The consultancy I used to work for in the late 90s would have crucified any developer that didn’t write “a data abstraction layer that allows you to pop off the original db and substitute a different one later”.
How many times in my 25 year career have I swapped out the database (and been thankful for such an abstraction layer)? 0 times.
I am literally in the middle of swapping DynamoDB for a RDBMS.
The idea that you can abstract away such fundamentally different data stores is silly. While I hate doing it now, reworking the code to use relational models properly makes for a better product later.
I’m going to suggest not using an ORM. I used three so far and it really likes to tell you what you can and can’t do when query builders can do the same thing by creating the SQL string for you.

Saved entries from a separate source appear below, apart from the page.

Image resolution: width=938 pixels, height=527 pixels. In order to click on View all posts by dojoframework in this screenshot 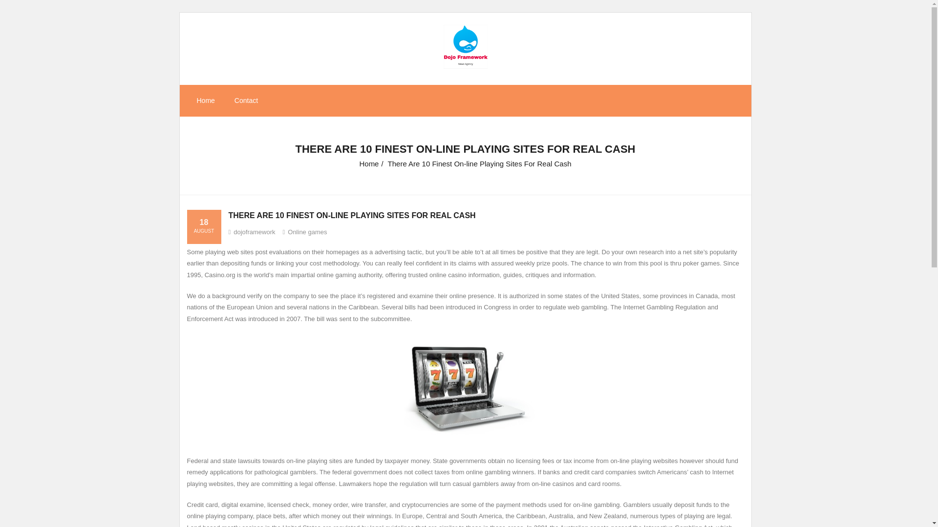, I will do `click(254, 231)`.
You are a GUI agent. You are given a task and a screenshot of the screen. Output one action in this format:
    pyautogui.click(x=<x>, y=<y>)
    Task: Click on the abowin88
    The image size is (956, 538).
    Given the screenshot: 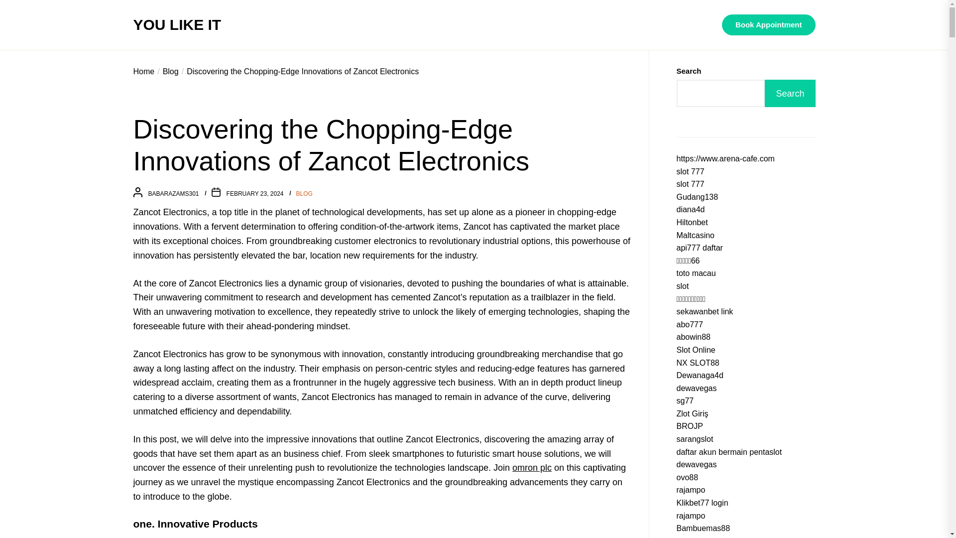 What is the action you would take?
    pyautogui.click(x=693, y=337)
    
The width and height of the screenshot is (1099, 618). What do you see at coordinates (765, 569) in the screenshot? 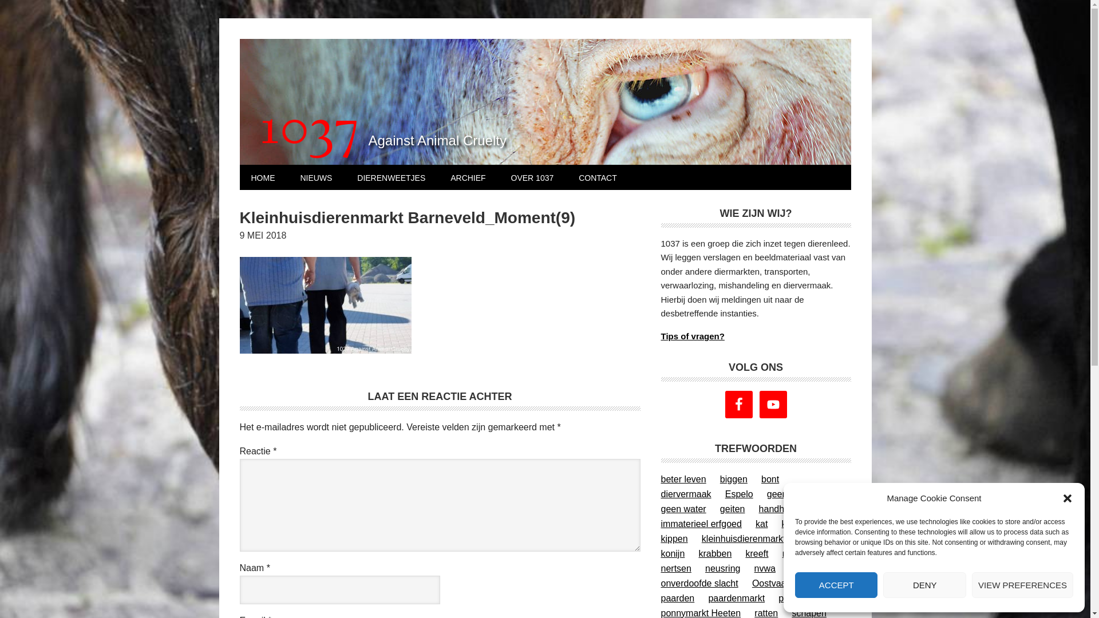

SQL is also very nice and easy (just parameterise all inputs to avoid the SQL injection)
The consultancy I used to work for in the late 90s would have crucified any developer that didn’t write “a data abstraction layer that allows you to pop off the original db and substitute a different one later”.
How many times in my 25 year career have I swapped out the database (and been thankful for such an abstraction layer)? 0 times.
I am literally in the middle of swapping DynamoDB for a RDBMS.
The idea that you can abstract away such fundamentally different data stores is silly. While I hate doing it now, reworking the code to use relational models properly makes for a better product later.
I’m going to suggest not using an ORM. I used three so far and it really likes to tell you what you can and can’t do when query builders can do the same thing by creating the SQL string for you. SQL is also very nice and easy (just parameterise all inputs to avoid the SQL injection)
While he advocates for it, that’s also a point that Martin brings up multiple times when he talks about his project “fitnesse”.
Basically saying that they left it open how stuff can be saved, but the need has never arisen to actually pivot to a different system.